Trivial piece about an important subject - Hope Gap review by PD

Spoiler Alert
26/11/2020

Ignoring the largely indifferent reviews, I took a punt on this one, but unfortunately pretty much everything, be it the acting, the screenplay, the direction, all falls rather flat. It's a promising premise - most divorce dramas start at the beginning and lead you to the break-up, whereas this one starts at the end and concentrates on the fall-out, but sadly, since it seems deliberately keen to avoid any kind of emotional depth, what we end up with is a very trivial piece about an important subject and you end up not really caring much about these people.

Nighy as Edward appears right for his role; his early scenes of biding-his-time tolerance before the great revelation are pretty good, but he remains rather one-dimensional throughout, and whilst O’Connor does ok with a dreadfully thin script, they remain more archetypes of a feuding couple than flesh-and-blood people who were once in love with one another; Nicholson’s failure to probe Grace and Edward’s interior landscapes, or even get at the root problems of their marriage, only makes the film’s attempts at big emotional gestures feel all the more hollow.
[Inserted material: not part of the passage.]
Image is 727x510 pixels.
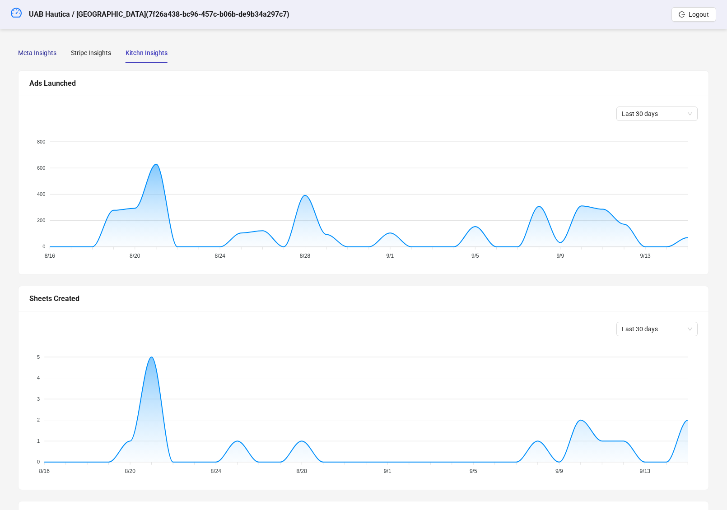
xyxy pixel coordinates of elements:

Added to the mix is Josh O'Connor as son Jamie, but rather than explore the dysfunctional context of this father-son relationship and whatever led up to such a callous, manipulative decision, Nicholson settles for propping him as the helpless middleman with the result that he spends much of the film giving us various pained expressions of one sort or another. And when he finally does have something to 'do' it all ends badly - a truly terrible sequence involving Jamie talking to his mother about a desire to commit suicide on the cliff edge is terribly trite - I've seen better work from sixth-formers, frankly. The overall result of all this is a film that, as with a dull play (and this does feel very 'stagey'), tries your patience at times. Meanwhile, Cinematographer Anna Valdez-Hanks provides breathtaking views of the coastline, but those vistas feel more like some tv nature documentary rather than anything complementary to what is going on, whilst the portentous score is simply an irritating distraction.

There's one or two good lines that get us underneath Grace's complex skin, as it were, but, aside from an ill-judged attempt to shoehorn some famous poetry into the action, the basic problem is that Grace is defined entirely by her relation to Edward and Jamie. We’re told that Grace is a creative soul nourished by her faith and driven by her passion, but except for one brief scene of her at early Mass, we see precious little of either - it’s as if she disappears as soon as the men in her life leave the room. Perhaps only a man could make a film about a 'left woman' that cares more about the leaver.

Mercifully short.

5 out of 6 members found this review helpful.

Awful script leads 2 great across to perform awkwardly - Hope Gap review by SD

Spoiler Alert
27/11/2020

An awful leaden script which is leads the actors to speak in leaden, predictable tones. Really not worth watching 

3 out of 5 members found this review helpful.

Truly terrible - Hope Gap review by TH

Spoiler Alert
08/12/2020

Wow this film was terrible. The acting was really bad from 2 actors who are normally fairly good. I feel this is down to one of the worst scripts I've heard in a while. It felt like a first draft. Nothing interesting happens at all and you will not care one bit about the characters who have zero personality.

Both Nighy and Benning should erase this from their cv.

3 out of 4 members found this review helpful.